The Borders Play Sunno(((
Christian Kesten Lucio Capece
Intriguing, underground, Berlin based musicians interested in the borders between music and theatre, language, the visual arts, politics.
Arika have been creating events since 2001. The Archive is space to share the documentation of our work, over 600 events from the past 20 years. Browse the archive by event, artists and collections, explore using theme pairs, or use the index for a comprehensive overview.
Intriguing, underground, Berlin based musicians interested in the borders between music and theatre, language, the visual arts, politics.
Multiple images, glimpses of old films, abstract images in the midst of an electro-acoustic sound field of tape loops & analogue synthesizers
Dworkin asks: What would a non-expressive poetry look like? A poetry of intellect rather than emotion?
A chat with Rashad about the communist, conceptual methodology that informs his ground-breaking synthetic music—a form of speculative sonic fiction writing to produce hyperreal non-representational auditive experiences.
A dance party love letter to our community, expressing the joy of relation in the abstract and through actual physical proximity.
A 3-day exploration – through performance, screenings and discussion – of the art and politics of wayward communities who refuse to be bound by the fictions of race and sex.
How do you know what you want? Should freedom be doing what you ought, not doing what you want? How might a philosopher and artist turn this thinking into an enabling condition in the context of noise and improvisation?
The Echo project is an installation as audio guide for a crowd.

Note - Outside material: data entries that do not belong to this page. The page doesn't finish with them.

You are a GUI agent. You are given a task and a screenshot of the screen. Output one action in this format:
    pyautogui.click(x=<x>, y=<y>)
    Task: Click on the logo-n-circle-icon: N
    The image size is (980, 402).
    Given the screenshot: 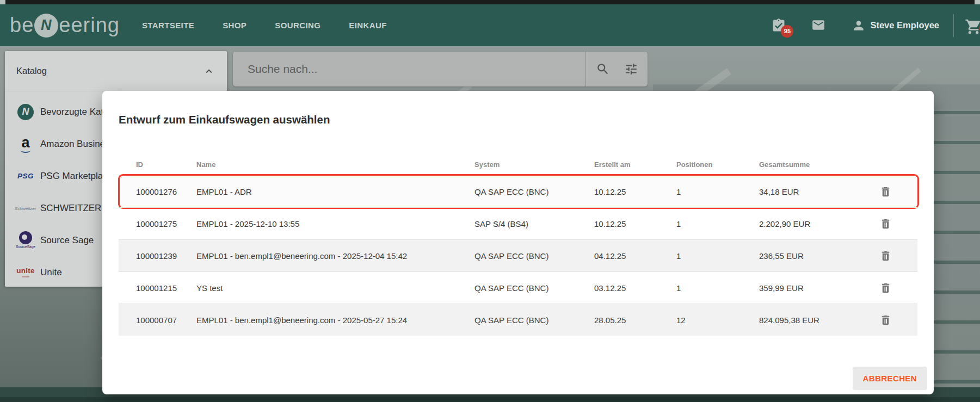 What is the action you would take?
    pyautogui.click(x=46, y=26)
    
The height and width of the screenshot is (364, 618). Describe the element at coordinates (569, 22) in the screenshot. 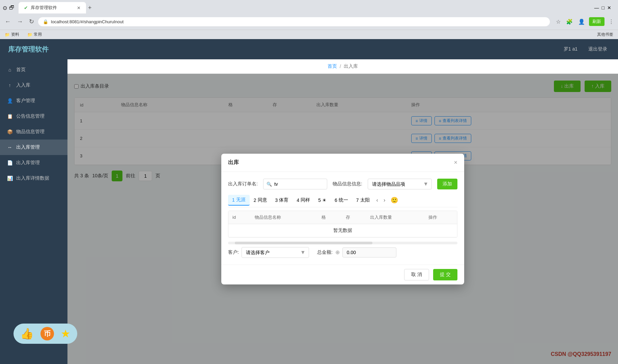

I see `extension-btn: 🧩` at that location.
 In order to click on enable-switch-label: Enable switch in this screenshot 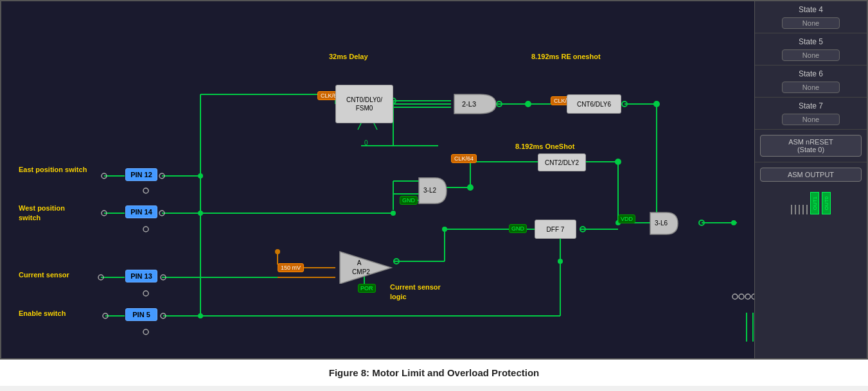, I will do `click(42, 313)`.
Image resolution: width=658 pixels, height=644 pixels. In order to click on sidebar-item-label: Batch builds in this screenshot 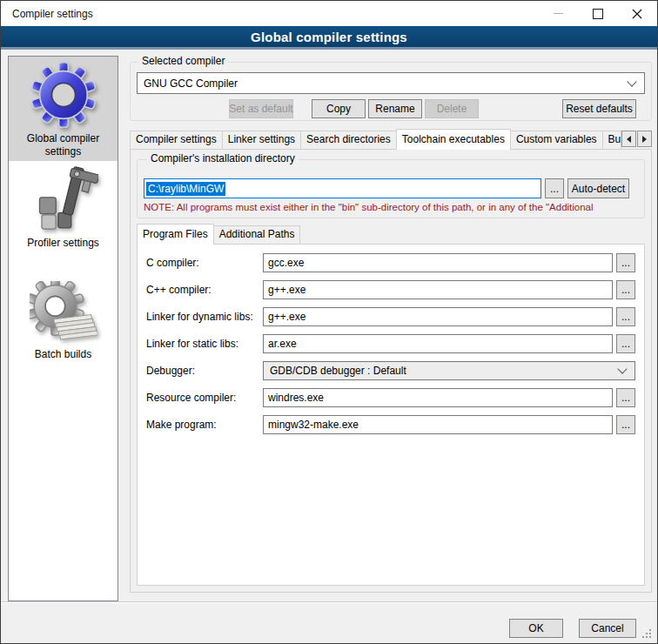, I will do `click(64, 355)`.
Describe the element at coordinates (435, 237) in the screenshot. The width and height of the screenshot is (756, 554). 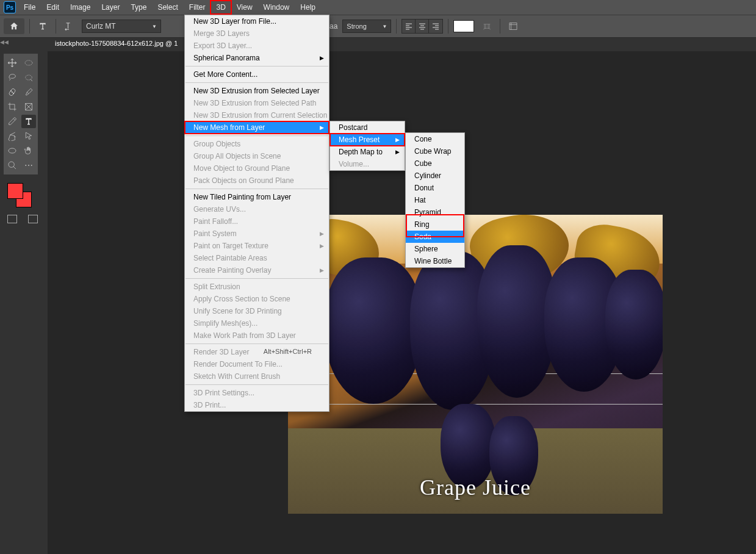
I see `menuitem-soda: Soda` at that location.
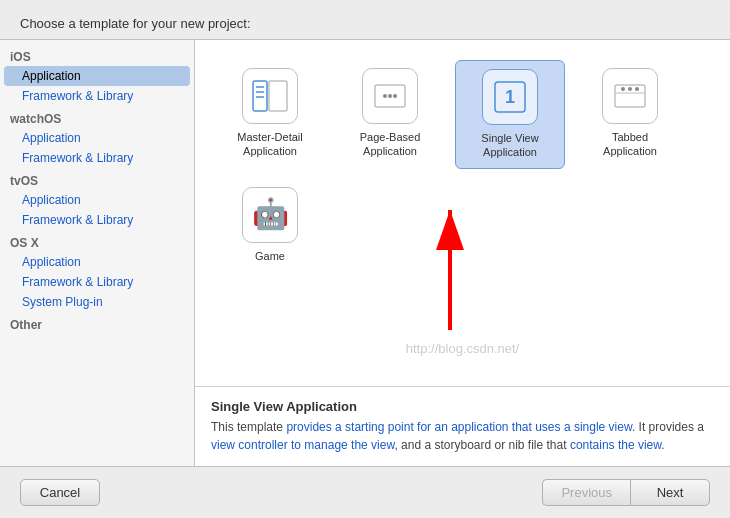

And at the same time it’s a private conversation: with you, as one of 20 people in a room, a sort of public intimacy.
Originally billed as a duo of Ingar Zach and Derek Bailey, John Butcher stood in for Bailey at the last minute.
Deliberately blurred drones, absent of definite structure or rhythm, framed in silence and devoid of any distraction from the pure matter of sound.
An contradictory guitarist, he’s equally at home in slow, halting acoustic improvisation or piercing minimal examinations of electric guitar.
Simon Morris is joined by Nick Thurston as they attempt to read aloud whilst peddling on exercise bikes.